Howard Fast

Tito and His People


Yugoslavia's Bitter Surrender

April 6, 1941. The day was Palm Sunday and that morning Yugoslavia was still at peace. In Belgrade, the country's capital, the church bells tolled, calling the people to prayer.

It was a warm and lovely spring day. Yet if' you had looked closely at the faces of the people you would have seen behind the smiles and the calm a shadow of impending catastrophe. They went about their duties, they acted as if all was normal because they were a proud people.

But all was not normal. Only a few days before, young officers of the Yugoslav army had engineered a coup which threw out of the government the pro-Hitler crowd. A nation which had been prepared to collaborate with the hated Nazis, suddenly set its face against them, proclaimed its independence, its freedom and its sympathy with the then beleaguered England.

But it was a nation unprepared for war. Though the people were proud and happy at the stand their nation had taken, they knew well enough what faced them. Yugoslavia was a small country, with less than 14,000,000 population. Although the army held some of the best fighting men in Europe, its weapons were out of date. It had only a handful of anti-tank guns, almost no tanks, little artillery, almost no motor vehicles and a small, obsolete air force.

In addition, the leadership of the army — the older and high-ranking officers — were twenty years behind in their military thinking. Axis propaganda had divided the country; the Quislings and fifth columnists were already preparing to betray their nation.

So on that Sunday morning the people of Belgrade knew that they faced disaster. For all of that, they were filled with a curious sense of power and pride. In the churches, their voices rang louder and more manfully than in many years before.

And then a few hours later, what they had been expecting happened, and it came as it had come to Madrid, to Rotterdam, to London and to Leningrad. It came in the form of wave after wave of Stukas, savagely and murderously smashing Yugoslavia's most beautiful and largest city to pieces. It came against an unprotected people, against women and children, who died in the streets that Palm Sunday.

The people fought practically with their bare hands as the Panzers raced through their green valleys, they fought them with rifle and pistol and pitchfork.

Nothing stopped the German advance. No mine fields had been laid. The few anti-tank guns would not work. Artillery ammunition was defective. The fifth column had done its work thoroughly and effectively and the German armies cut through the country like a knife through cheese.

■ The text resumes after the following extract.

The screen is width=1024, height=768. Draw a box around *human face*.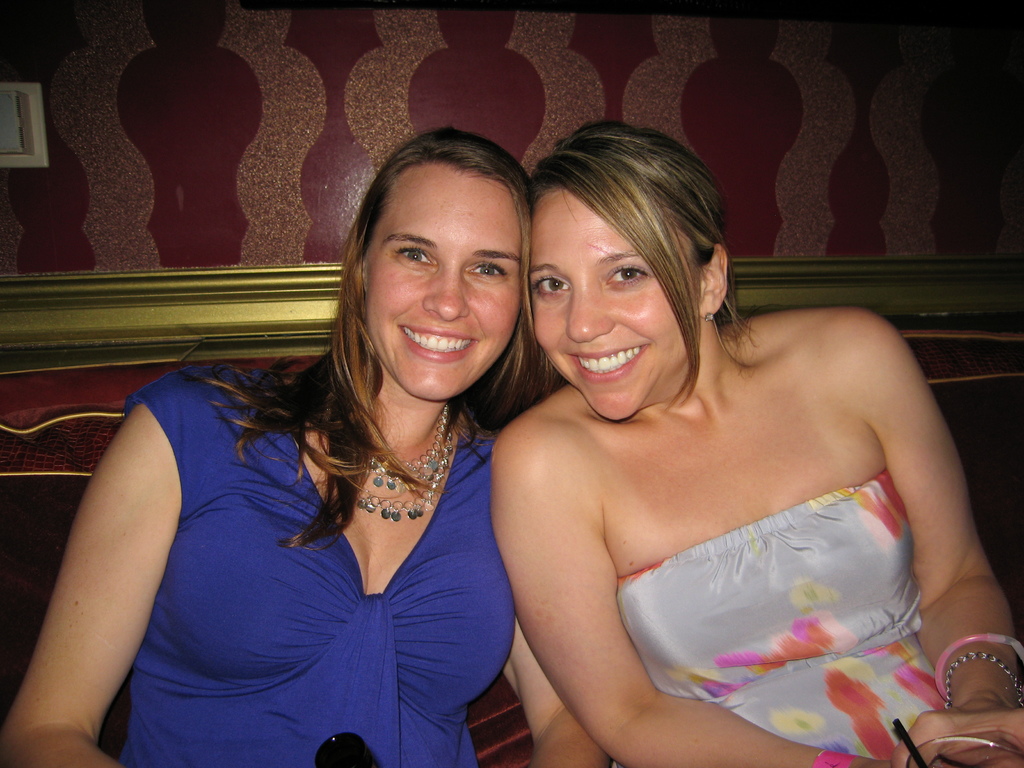
(x1=532, y1=172, x2=708, y2=413).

In ten days it was over. In ten days over 100 generals of the Yugoslav army had surrendered. In ten days, the chief of staff and the minister of war signed an order of capitulation. The members of the government left for London in planes, but the people wept and cursed and fought on.

Organized resistance was over for the time being. Peasants came back to their farms, dug holes, wrapped their rifles in oil-soaked rags and hid them. Divisions that had been cut to pieces formed into small bands and retreated into the woods. For the moment Yugoslavia was conquered. And to the world yet another country stunned, broken and bleeding, had surrendered to Hitler.

Then, where the fire had been so thoroughly extinguished, a small flame flickered up. Two weeks after the country had surrendered, in the capital at Belgrade, a poster appeared, plastered on the wall in the central square, and it read:

GERMANS!
WE GIVE YOU SOLEMN WARNING. LEAVE YUGOSLAVIA.
DEATH TO ALL FASCISTS!
LIBERTY TO THE PEOPLE!

That was the poster — proud, defiant, almost pathetic. Yet within an hour, every Yugoslav in the city knew about it. They whispered the slogan to one another in the streets, in the stores, in the shops, in the factories. They shouted it in their homes. It gave them courage just to hear it, just to repeat it.

And so in the summer of the year that Yugoslavia was raped, the guerrilla war had started. That was fateful summer Hitler invaded Russia.

Peasants who had fled into the forests, soldiers from the old Yugoslav army who had refused to recognize the meaning of the word defeat, Communists fired with a new cause, students who had given up their studies, and intellectuals who abandoned their professions — these began gathering in small groups, here, there, and everywhere, ready for unity and action.

For the first time in their long, bloody history, men who had regarded each other as enemies, at last had one enemy who was more ferocious, brutal, detestable than anything they had ever imagined possible, an enemy who united Yugoslavia for the first time in its history.

The same day that the historic poster appeared in Belgrade, a messenger went into the mountains, contacted the first of the little bands of soldiers who had escaped after the surrender, and said:

"I bring you greetings from the People's Liberation Front and from our commander, Tito."

Tito! The name had a romantic and mysterious ring to it. It was the sort of name Yugoslavs liked. It was unafraid. It almost gave a man strength just to say the name —Tito!